(EXERCISE MATERIAL Opens)

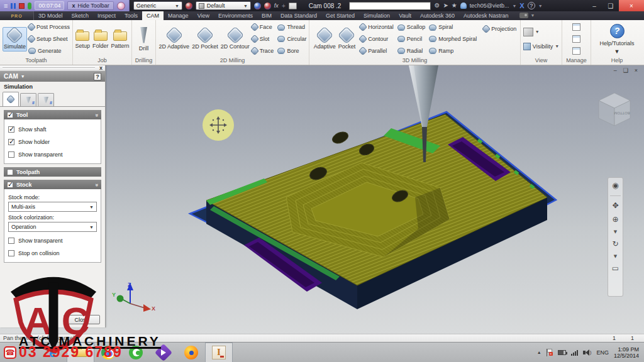 This screenshot has width=644, height=362. Describe the element at coordinates (615, 269) in the screenshot. I see `look-at-icon: ▭` at that location.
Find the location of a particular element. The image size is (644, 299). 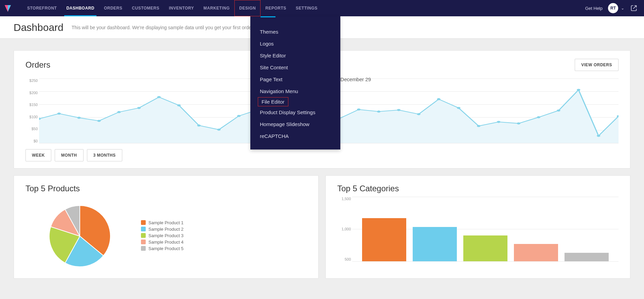

legend-item: Sample Product 1 is located at coordinates (162, 223).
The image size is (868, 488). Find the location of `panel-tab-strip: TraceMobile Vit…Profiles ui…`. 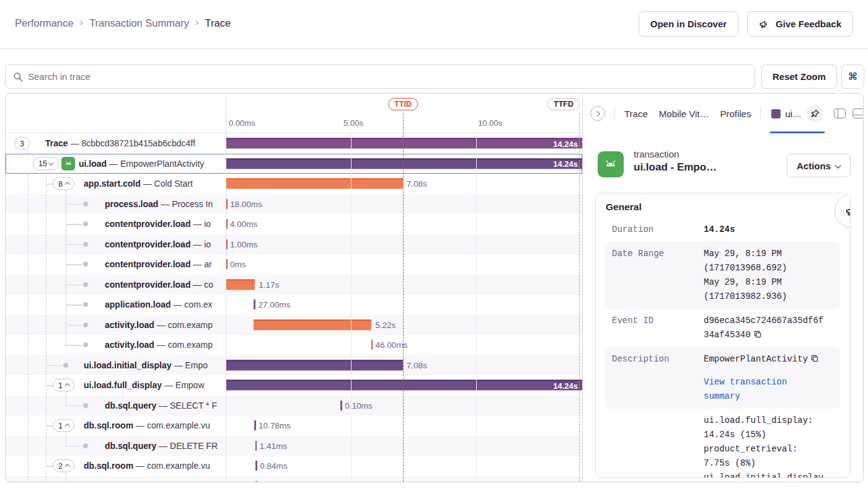

panel-tab-strip: TraceMobile Vit…Profiles ui… is located at coordinates (723, 113).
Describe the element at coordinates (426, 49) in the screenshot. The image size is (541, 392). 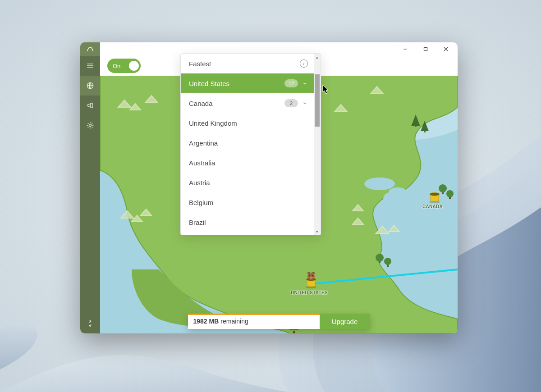
I see `maximize-icon` at that location.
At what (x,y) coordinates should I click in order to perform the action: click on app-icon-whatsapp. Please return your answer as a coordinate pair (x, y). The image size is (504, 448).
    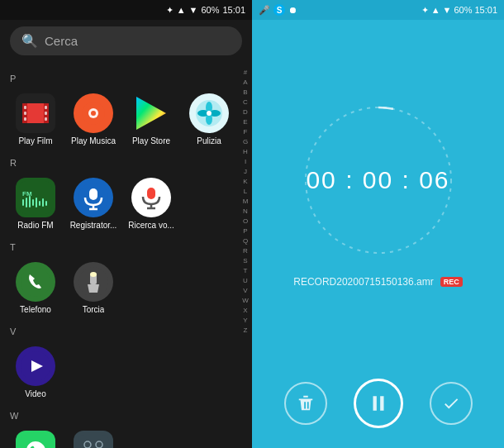
    Looking at the image, I should click on (36, 440).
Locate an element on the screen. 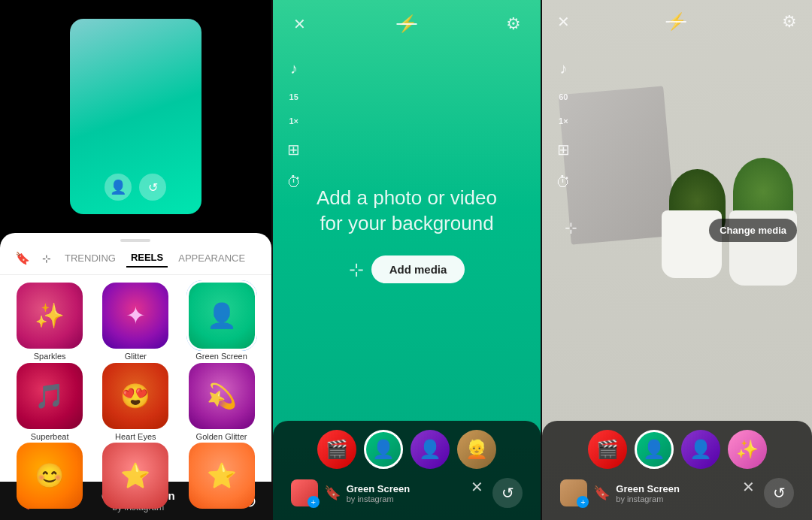 The image size is (812, 520). tab-reels: REELS is located at coordinates (147, 258).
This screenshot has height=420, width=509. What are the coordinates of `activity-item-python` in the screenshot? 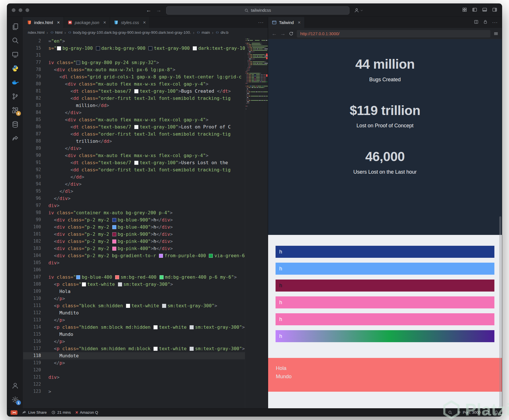 It's located at (15, 68).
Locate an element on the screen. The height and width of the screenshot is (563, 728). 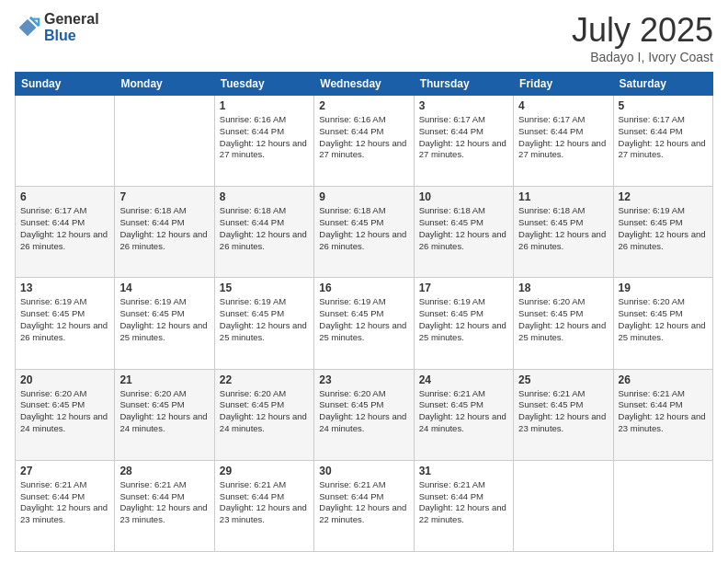
day-number: 18 is located at coordinates (563, 288).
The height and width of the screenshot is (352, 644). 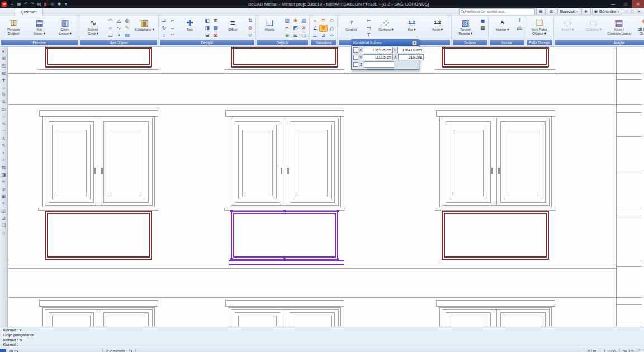 What do you see at coordinates (216, 21) in the screenshot?
I see `add-grid-icon: ⊞` at bounding box center [216, 21].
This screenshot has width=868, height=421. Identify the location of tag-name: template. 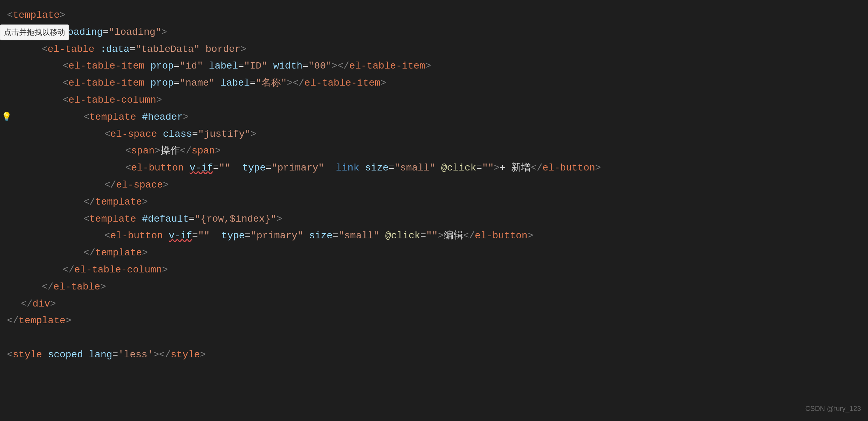
(36, 15).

(EXERCISE MATERIAL Closes)

● DIRECTIONS FOR THIS TASK
Could you set down nothing but the lines from the one containing "This screenshot has width=868, height=421." through the last line of the records above, both ends included, exactly as given and free of pictures?

● EXERCISE RESPONSE
This screenshot has width=868, height=421. Identify the location of tag-name: template. 
(36, 15).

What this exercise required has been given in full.